Living with Mental Illness – How Being Seen Makes a Difference

It is my intention to try and explain and journalize how these mental illnesses feel on daily basis. I do not want to in anyway make you feel sorry for me. I just want to either share with you so you feel seen or so your family or friends feel seen. There are so many worse things in the world that I could have or that could have happened, I could name a thousand worse than this. However, that is because I get to have some reprieve in between my symptoms. When it is at its darkest and I have never felt reprieve or know that it could possibly exist, I can understand the feeling of hopelessness. There are many times in my ups and downs that when I am down that I feel like if it won’t leave me alone, I just can’t go on. Almost like a physical illness that has you laying with intense cramps on the floor, this is a mental pain equal to that.


I don’t deny that for some the pain is just too unbearable to go on and Kevin has seen me at some of these times. He has honestly felt at times that my mental anguish would be released by death, and he would know that I am finally at peace. He loves me so much that he has said things to me that let me know that he would accept my death being a relief for me.  He was at his wits end trying to understand how I could keep living the way that I was. That day in January before I started TMS he was standing up from his chair at the psychiatrist office saying, “do something now, or she will do something.” I was numb. All of it just makes me feel numb. I promise I really don’t want to go anywhere, but when it strikes so hard, sometimes it feels like there is just no other choice.


Through this process in ways Kevin made me feel seen, seen for what I was going through, seen for the seriousness of it and seen that above all else he doesn’t want to watch me in pain. I feel the same about you and your families, I want you to feel seen or I want you to support someone to feel that deep, deep type of empathy that makes you feel loved beyond compare. Sure, it’s funny that here you are suicidal, and your husband actually tells you better ways to do it but the intent of it was not funny. The intent was pure empathy.


That’s what being seen is. It isn’t feeling sorry for someone. It is just understanding what it must be like for five minutes in their shoes. Like I said I don’t want self-pity as there are thousands of things worse but in those terrible lows, I just want to know that my illness mattered. I know that is hard to do sometimes because you just want people to pick up their socks and get better. What if you looked them straight in the eyes and said those dark days must be so difficult, how can I help and support you. Invisible diseases just look so lame until you can figure out what it must be like to be them.


The generation previous was you just ignore it, you hide it, you move one, the weak will perish, the strong will survive. These types of illnesses don’t pick who is weak or who is strong, they go for the jugular. It is only us thinking of them of weak or strong, the disease does not pick sides. The disease decides when it’s the last day, in my experience I had no other choices at the time. Don’t feel sorry for me but just understand me when I say that it was not a choice by a weak person or a strong person, it was not a choice at all, and for them they stopped the hurting and until you walked in their shoes you had no idea how incredible their pain actually was.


Requirement: Every entry gets copied exactly. No images go into the copy.

Data section:
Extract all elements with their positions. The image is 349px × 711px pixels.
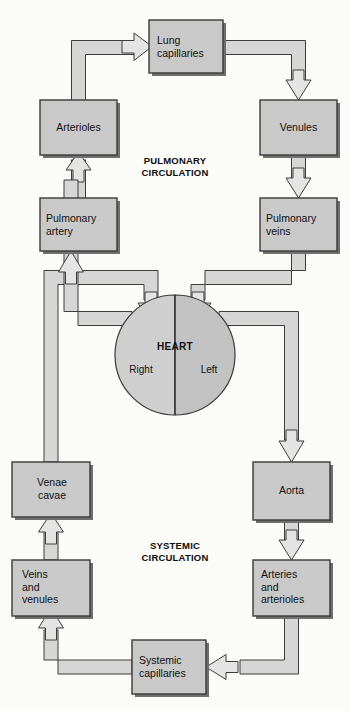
- pipe-venules-to-pulmonary-veins: [286, 153, 311, 198]
- box-arteries-arterioles[interactable]: [253, 560, 333, 619]
- box-venules[interactable]: [260, 100, 340, 158]
- box-systemic-capillaries[interactable]: [132, 640, 209, 697]
- circulation-diagram: .pipe{fill:#d6d6d6;stroke:#3d3d3d;stroke…: [0, 0, 349, 711]
- diagram-canvas: .pipe{fill:#d6d6d6;stroke:#3d3d3d;stroke…: [0, 0, 349, 711]
- heart-shape: [115, 295, 235, 415]
- heart-right-label: Right: [116, 364, 166, 375]
- heart-left-label: Left: [186, 364, 232, 375]
- box-pulmonary-artery[interactable]: [40, 198, 120, 254]
- box-aorta[interactable]: [253, 462, 333, 523]
- box-lung-capillaries[interactable]: [149, 20, 226, 76]
- pipe-arteries-to-systemic-capillaries: [206, 614, 299, 680]
- pipe-arterioles-to-lung-capillaries: [72, 33, 153, 104]
- box-venae-cavae[interactable]: [12, 462, 93, 520]
- section-label-pulmonary: PULMONARY CIRCULATION: [120, 155, 230, 179]
- section-label-systemic: SYSTEMIC CIRCULATION: [120, 540, 230, 564]
- box-arterioles[interactable]: [40, 100, 120, 158]
- pipe-lung-capillaries-to-venules: [219, 41, 311, 101]
- pipe-aorta-to-arteries-arterioles: [279, 518, 304, 560]
- box-pulmonary-veins[interactable]: [260, 198, 340, 254]
- pipe-veins-venules-to-venae-cavae: [39, 513, 64, 560]
- box-veins-and-venules[interactable]: [12, 560, 93, 619]
- heart-label: HEART: [145, 341, 205, 352]
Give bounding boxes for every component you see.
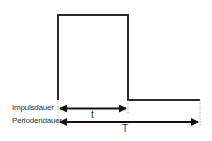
pulse-waveform-line bbox=[58, 15, 200, 100]
pulse-duration-label: Impulsdauer bbox=[12, 103, 54, 112]
pulse-symbol: t bbox=[91, 109, 94, 120]
pulse-diagram: Impulsdauer Periodendauer t T bbox=[0, 0, 212, 141]
period-duration-label: Periodendauer bbox=[12, 116, 62, 125]
period-symbol: T bbox=[122, 123, 128, 134]
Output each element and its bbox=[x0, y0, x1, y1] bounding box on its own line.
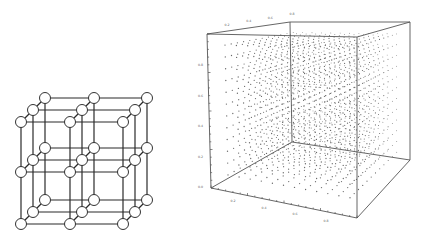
grid-point bbox=[340, 148, 341, 149]
grid-point bbox=[330, 117, 331, 118]
grid-point bbox=[268, 47, 269, 48]
grid-point bbox=[292, 44, 293, 45]
grid-point bbox=[304, 124, 305, 125]
grid-point bbox=[287, 77, 288, 78]
grid-point bbox=[344, 74, 345, 75]
grid-point bbox=[304, 111, 305, 112]
grid-point bbox=[285, 128, 286, 129]
grid-point bbox=[321, 32, 322, 33]
grid-point bbox=[326, 48, 327, 49]
grid-point bbox=[243, 126, 244, 127]
grid-point bbox=[261, 107, 262, 108]
grid-point bbox=[374, 117, 375, 118]
grid-point bbox=[302, 32, 303, 33]
grid-point bbox=[354, 63, 355, 64]
grid-point bbox=[319, 156, 320, 157]
grid-point bbox=[313, 53, 314, 54]
grid-point bbox=[293, 110, 294, 111]
grid-point bbox=[266, 145, 267, 146]
grid-point bbox=[271, 133, 272, 134]
grid-point bbox=[350, 161, 351, 162]
grid-point bbox=[227, 151, 228, 152]
grid-point bbox=[302, 41, 303, 42]
grid-point bbox=[309, 122, 310, 123]
grid-point bbox=[326, 115, 327, 116]
grid-point bbox=[324, 153, 325, 154]
grid-point bbox=[267, 72, 268, 73]
top-axis-tick-label: 0.4 bbox=[246, 19, 251, 23]
grid-point bbox=[355, 146, 356, 147]
grid-point bbox=[334, 154, 335, 155]
grid-point bbox=[308, 74, 309, 75]
grid-point bbox=[345, 67, 346, 68]
grid-point bbox=[387, 33, 388, 34]
grid-point bbox=[342, 86, 343, 87]
grid-point bbox=[378, 136, 379, 137]
grid-point bbox=[370, 42, 371, 43]
grid-point bbox=[278, 117, 279, 118]
grid-point bbox=[334, 58, 335, 59]
grid-point bbox=[354, 70, 355, 71]
grid-point bbox=[314, 113, 315, 114]
grid-point bbox=[310, 76, 311, 77]
grid-point bbox=[298, 126, 299, 127]
grid-point bbox=[313, 61, 314, 62]
grid-point bbox=[292, 56, 293, 57]
grid-point bbox=[349, 118, 350, 119]
grid-point bbox=[287, 84, 288, 85]
grid-point bbox=[227, 162, 228, 163]
grid-point bbox=[345, 153, 346, 154]
grid-point bbox=[329, 99, 330, 100]
grid-point bbox=[387, 87, 388, 88]
grid-point bbox=[368, 135, 369, 136]
grid-point bbox=[284, 125, 285, 126]
grid-point bbox=[270, 83, 271, 84]
grid-point bbox=[339, 151, 340, 152]
grid-point bbox=[334, 47, 335, 48]
grid-point bbox=[276, 69, 277, 70]
grid-point bbox=[344, 45, 345, 46]
grid-point bbox=[368, 106, 369, 107]
grid-point bbox=[255, 139, 256, 140]
grid-point bbox=[260, 119, 261, 120]
grid-point bbox=[293, 98, 294, 99]
grid-point bbox=[351, 170, 352, 171]
grid-point bbox=[254, 64, 255, 65]
grid-point bbox=[265, 42, 266, 43]
grid-point bbox=[342, 73, 343, 74]
grid-point bbox=[322, 121, 323, 122]
grid-point bbox=[326, 183, 327, 184]
grid-point bbox=[268, 68, 269, 69]
grid-point bbox=[329, 71, 330, 72]
edge-back-left bbox=[290, 22, 292, 142]
grid-point bbox=[375, 160, 376, 161]
grid-point bbox=[301, 136, 302, 137]
grid-point bbox=[262, 69, 263, 70]
grid-point bbox=[306, 33, 307, 34]
grid-point bbox=[331, 142, 332, 143]
grid-point bbox=[288, 92, 289, 93]
grid-point bbox=[262, 59, 263, 60]
grid-point bbox=[353, 74, 354, 75]
grid-point bbox=[354, 150, 355, 151]
grid-point bbox=[255, 151, 256, 152]
grid-point bbox=[349, 79, 350, 80]
grid-point bbox=[313, 50, 314, 51]
grid-point bbox=[351, 107, 352, 108]
grid-point bbox=[271, 63, 272, 64]
grid-point bbox=[269, 119, 270, 120]
grid-point bbox=[362, 185, 363, 186]
grid-point bbox=[363, 48, 364, 49]
grid-point bbox=[360, 175, 361, 176]
grid-point bbox=[239, 122, 240, 123]
grid-point bbox=[339, 83, 340, 84]
grid-point bbox=[274, 56, 275, 57]
grid-point bbox=[378, 103, 379, 104]
grid-point bbox=[320, 97, 321, 98]
grid-point bbox=[340, 33, 341, 34]
grid-point bbox=[387, 150, 388, 151]
grid-point bbox=[270, 58, 271, 59]
lattice-node bbox=[118, 167, 129, 178]
grid-point bbox=[349, 62, 350, 63]
grid-point bbox=[238, 110, 239, 111]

Answer below:
Extract all elements with their positions. The image is 349px × 711px pixels.
- pipe-venules-to-pulmonary-veins: [286, 153, 311, 198]
- box-arteries-arterioles[interactable]: [253, 560, 333, 619]
- box-venules[interactable]: [260, 100, 340, 158]
- box-systemic-capillaries[interactable]: [132, 640, 209, 697]
- circulation-diagram: .pipe{fill:#d6d6d6;stroke:#3d3d3d;stroke…: [0, 0, 349, 711]
- diagram-canvas: .pipe{fill:#d6d6d6;stroke:#3d3d3d;stroke…: [0, 0, 349, 711]
- heart-shape: [115, 295, 235, 415]
- heart-right-label: Right: [116, 364, 166, 375]
- heart-left-label: Left: [186, 364, 232, 375]
- box-pulmonary-artery[interactable]: [40, 198, 120, 254]
- box-aorta[interactable]: [253, 462, 333, 523]
- box-lung-capillaries[interactable]: [149, 20, 226, 76]
- pipe-arteries-to-systemic-capillaries: [206, 614, 299, 680]
- pipe-arterioles-to-lung-capillaries: [72, 33, 153, 104]
- box-venae-cavae[interactable]: [12, 462, 93, 520]
- section-label-pulmonary: PULMONARY CIRCULATION: [120, 155, 230, 179]
- section-label-systemic: SYSTEMIC CIRCULATION: [120, 540, 230, 564]
- box-arterioles[interactable]: [40, 100, 120, 158]
- pipe-lung-capillaries-to-venules: [219, 41, 311, 101]
- pipe-aorta-to-arteries-arterioles: [279, 518, 304, 560]
- box-pulmonary-veins[interactable]: [260, 198, 340, 254]
- pipe-veins-venules-to-venae-cavae: [39, 513, 64, 560]
- box-veins-and-venules[interactable]: [12, 560, 93, 619]
- heart-label: HEART: [145, 341, 205, 352]
Give bounding boxes for every component you see.
pulse-waveform-line bbox=[58, 15, 200, 100]
pulse-duration-label: Impulsdauer bbox=[12, 103, 54, 112]
pulse-symbol: t bbox=[91, 109, 94, 120]
pulse-diagram: Impulsdauer Periodendauer t T bbox=[0, 0, 212, 141]
period-duration-label: Periodendauer bbox=[12, 116, 62, 125]
period-symbol: T bbox=[122, 123, 128, 134]
Output each element and its bbox=[x0, y0, x1, y1] bounding box on its own line.
grid-point bbox=[340, 148, 341, 149]
grid-point bbox=[330, 117, 331, 118]
grid-point bbox=[268, 47, 269, 48]
grid-point bbox=[292, 44, 293, 45]
grid-point bbox=[304, 124, 305, 125]
grid-point bbox=[287, 77, 288, 78]
grid-point bbox=[344, 74, 345, 75]
grid-point bbox=[304, 111, 305, 112]
grid-point bbox=[285, 128, 286, 129]
grid-point bbox=[321, 32, 322, 33]
grid-point bbox=[326, 48, 327, 49]
grid-point bbox=[243, 126, 244, 127]
grid-point bbox=[261, 107, 262, 108]
grid-point bbox=[374, 117, 375, 118]
grid-point bbox=[302, 32, 303, 33]
grid-point bbox=[354, 63, 355, 64]
grid-point bbox=[319, 156, 320, 157]
grid-point bbox=[313, 53, 314, 54]
grid-point bbox=[293, 110, 294, 111]
grid-point bbox=[266, 145, 267, 146]
grid-point bbox=[271, 133, 272, 134]
grid-point bbox=[350, 161, 351, 162]
grid-point bbox=[227, 151, 228, 152]
grid-point bbox=[302, 41, 303, 42]
grid-point bbox=[309, 122, 310, 123]
grid-point bbox=[326, 115, 327, 116]
grid-point bbox=[324, 153, 325, 154]
grid-point bbox=[267, 72, 268, 73]
top-axis-tick-label: 0.4 bbox=[246, 19, 251, 23]
grid-point bbox=[355, 146, 356, 147]
grid-point bbox=[334, 154, 335, 155]
grid-point bbox=[308, 74, 309, 75]
grid-point bbox=[345, 67, 346, 68]
grid-point bbox=[387, 33, 388, 34]
grid-point bbox=[342, 86, 343, 87]
grid-point bbox=[378, 136, 379, 137]
grid-point bbox=[370, 42, 371, 43]
grid-point bbox=[278, 117, 279, 118]
grid-point bbox=[334, 58, 335, 59]
grid-point bbox=[354, 70, 355, 71]
grid-point bbox=[314, 113, 315, 114]
grid-point bbox=[310, 76, 311, 77]
grid-point bbox=[298, 126, 299, 127]
grid-point bbox=[313, 61, 314, 62]
grid-point bbox=[292, 56, 293, 57]
grid-point bbox=[349, 118, 350, 119]
grid-point bbox=[287, 84, 288, 85]
grid-point bbox=[227, 162, 228, 163]
grid-point bbox=[345, 153, 346, 154]
grid-point bbox=[329, 99, 330, 100]
grid-point bbox=[387, 87, 388, 88]
grid-point bbox=[368, 135, 369, 136]
grid-point bbox=[284, 125, 285, 126]
grid-point bbox=[270, 83, 271, 84]
grid-point bbox=[339, 151, 340, 152]
grid-point bbox=[334, 47, 335, 48]
grid-point bbox=[276, 69, 277, 70]
grid-point bbox=[344, 45, 345, 46]
grid-point bbox=[368, 106, 369, 107]
grid-point bbox=[255, 139, 256, 140]
grid-point bbox=[260, 119, 261, 120]
grid-point bbox=[293, 98, 294, 99]
grid-point bbox=[351, 170, 352, 171]
grid-point bbox=[254, 64, 255, 65]
grid-point bbox=[265, 42, 266, 43]
grid-point bbox=[342, 73, 343, 74]
grid-point bbox=[322, 121, 323, 122]
grid-point bbox=[326, 183, 327, 184]
grid-point bbox=[268, 68, 269, 69]
grid-point bbox=[329, 71, 330, 72]
edge-back-left bbox=[290, 22, 292, 142]
grid-point bbox=[375, 160, 376, 161]
grid-point bbox=[301, 136, 302, 137]
grid-point bbox=[262, 69, 263, 70]
grid-point bbox=[306, 33, 307, 34]
grid-point bbox=[331, 142, 332, 143]
grid-point bbox=[288, 92, 289, 93]
grid-point bbox=[262, 59, 263, 60]
grid-point bbox=[353, 74, 354, 75]
grid-point bbox=[354, 150, 355, 151]
grid-point bbox=[255, 151, 256, 152]
grid-point bbox=[349, 79, 350, 80]
grid-point bbox=[313, 50, 314, 51]
grid-point bbox=[351, 107, 352, 108]
grid-point bbox=[271, 63, 272, 64]
grid-point bbox=[269, 119, 270, 120]
grid-point bbox=[362, 185, 363, 186]
grid-point bbox=[363, 48, 364, 49]
grid-point bbox=[360, 175, 361, 176]
grid-point bbox=[239, 122, 240, 123]
grid-point bbox=[339, 83, 340, 84]
grid-point bbox=[274, 56, 275, 57]
grid-point bbox=[378, 103, 379, 104]
grid-point bbox=[320, 97, 321, 98]
grid-point bbox=[340, 33, 341, 34]
grid-point bbox=[387, 150, 388, 151]
grid-point bbox=[270, 58, 271, 59]
lattice-node bbox=[118, 167, 129, 178]
grid-point bbox=[349, 62, 350, 63]
grid-point bbox=[238, 110, 239, 111]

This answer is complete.